"In Technology in Ariscale, LLC v. Razer USA Ltd., No. 2024-1657 (Fed. Cir. Jan. 6, 2026), the Federal Circuit affirmed the district court's judgment that claims 1 and 14 of U.S. Patent No. 8,139,652 are invalid under 35 U.S.C. § 101 for claiming patent-ineligible subject matter. The nonprecedential decision, authored by Judge Cunningham, illustrates continuing difficulty patentees face when attempting to frame mathematical signal processing operations as concrete technological improvements."
"The case also demonstrates how a patent's own specification can undermine eligibility arguments in situations where the disclosed benefits do not map directly to the actual claim language."

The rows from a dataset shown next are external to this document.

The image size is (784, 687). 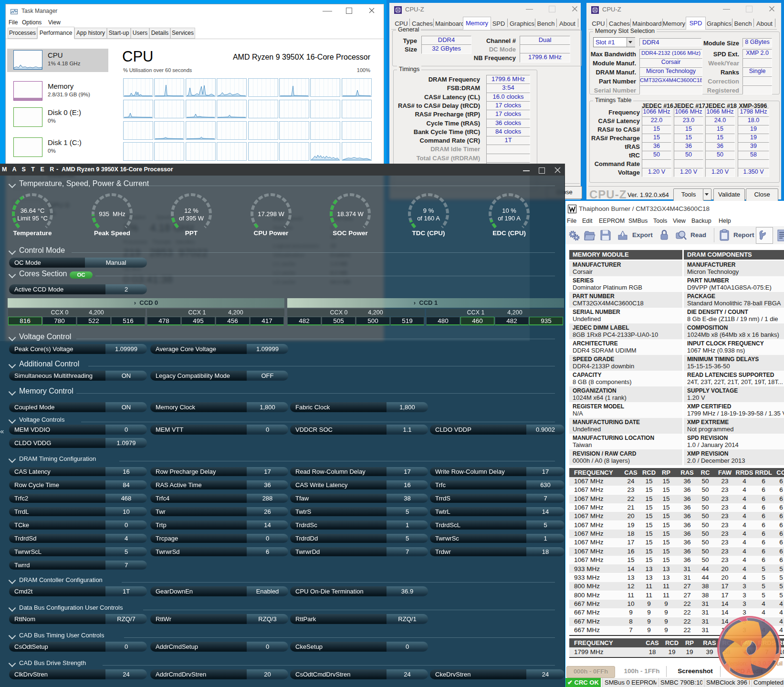 I want to click on svg-text: 9 %, so click(x=429, y=211).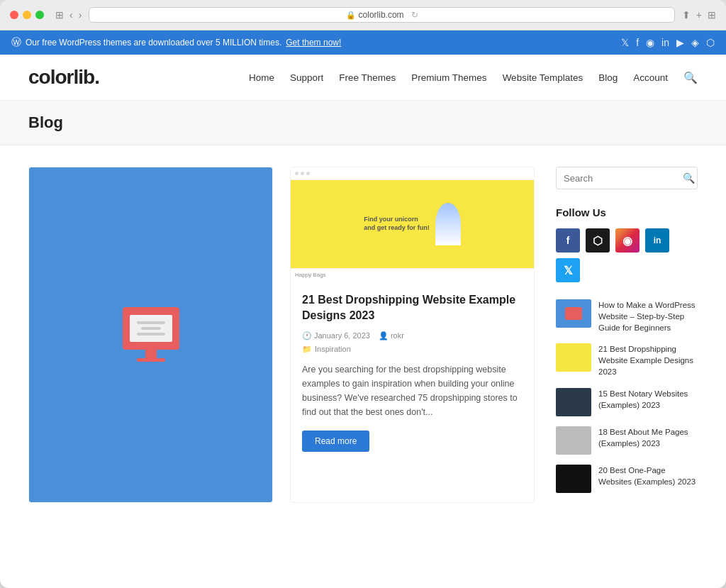  What do you see at coordinates (415, 15) in the screenshot?
I see `reload-icon: ↻` at bounding box center [415, 15].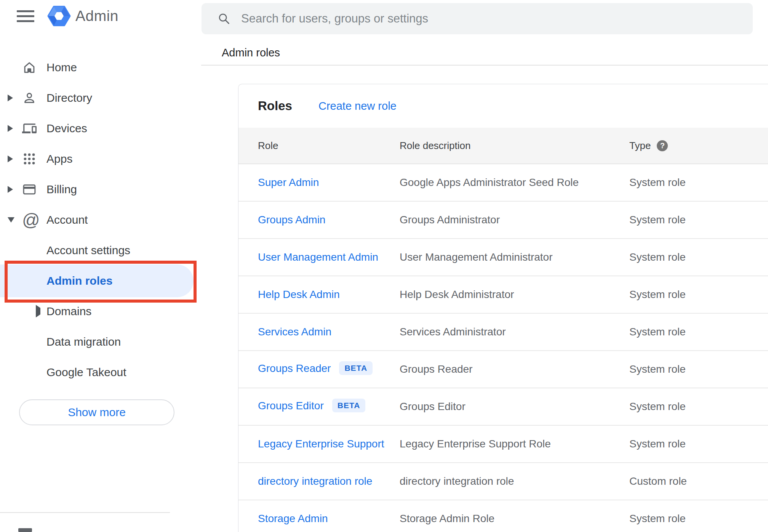  Describe the element at coordinates (69, 311) in the screenshot. I see `sidebar-item-label: Domains` at that location.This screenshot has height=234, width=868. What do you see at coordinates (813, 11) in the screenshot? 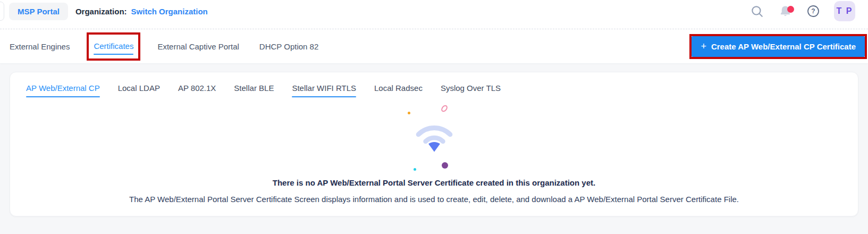
I see `help-icon: ?` at bounding box center [813, 11].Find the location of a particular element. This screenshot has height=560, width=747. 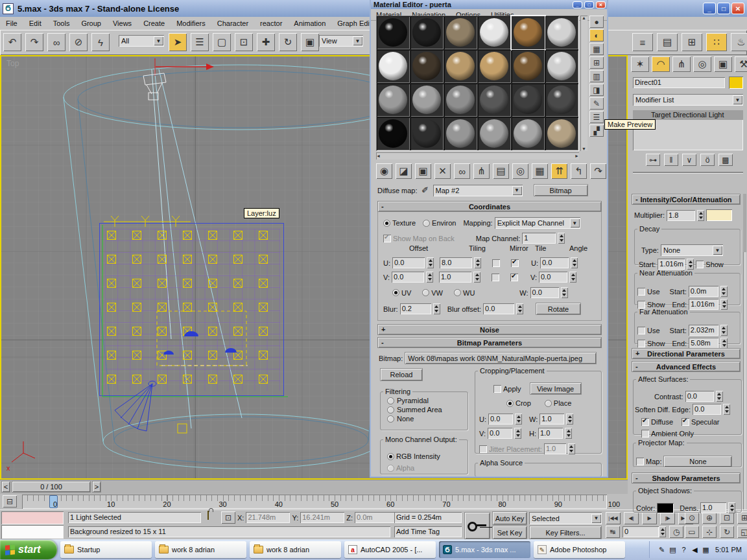

near-use-checkbox is located at coordinates (641, 292).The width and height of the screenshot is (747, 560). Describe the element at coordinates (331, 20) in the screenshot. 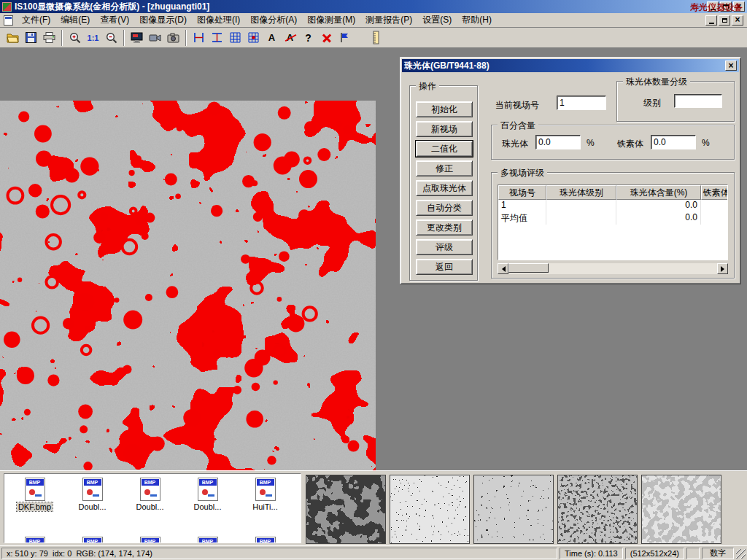

I see `menu-item-image-measure: 图像测量(M)` at that location.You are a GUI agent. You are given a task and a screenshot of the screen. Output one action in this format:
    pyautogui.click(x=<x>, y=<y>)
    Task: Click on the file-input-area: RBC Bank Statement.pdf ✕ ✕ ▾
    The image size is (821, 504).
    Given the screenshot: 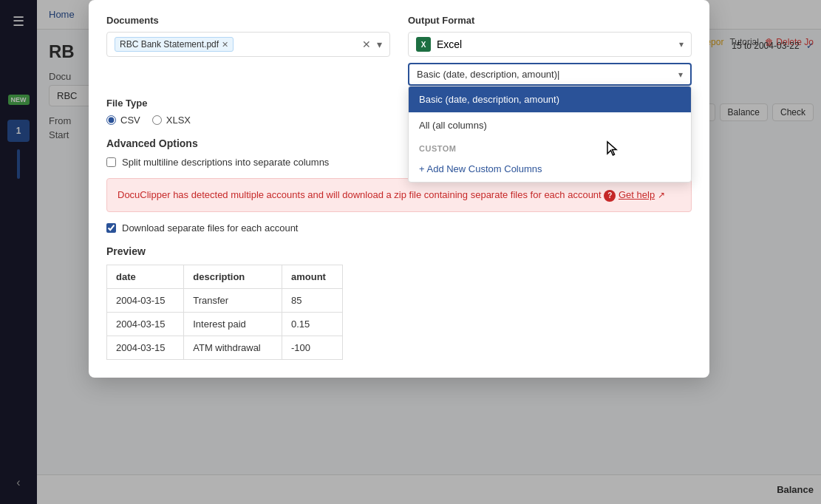 What is the action you would take?
    pyautogui.click(x=248, y=44)
     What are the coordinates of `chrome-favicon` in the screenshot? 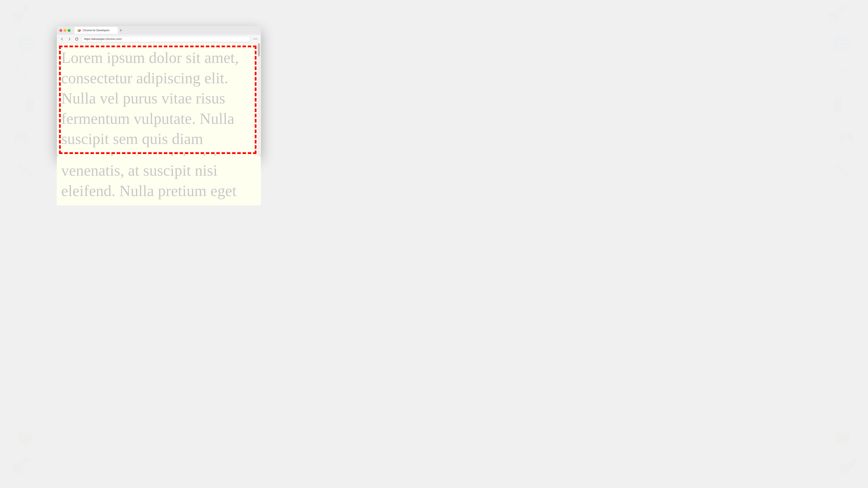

The Federal Circuit affirmed the district court's judgment that claims 1 and 14 of U.S. Patent No. 8,139,652 are invalid under 35 U.S.C. § 101 as claiming patent-ineligible subject matter. The decision was nonprecedential and authored by Judge Cunningham. The court held that the claims recited mathematical signal processing operations that are abstract and cannot be characterized as a concrete technological improvement. The ruling underscores the difficulty of translating mathematical or algorithmic signal-processing steps into patent-eligible technological advances. The court also relied on the patent specification, finding the disclosed benefits did not map directly onto the claim language and thereby weakened eligibility arguments.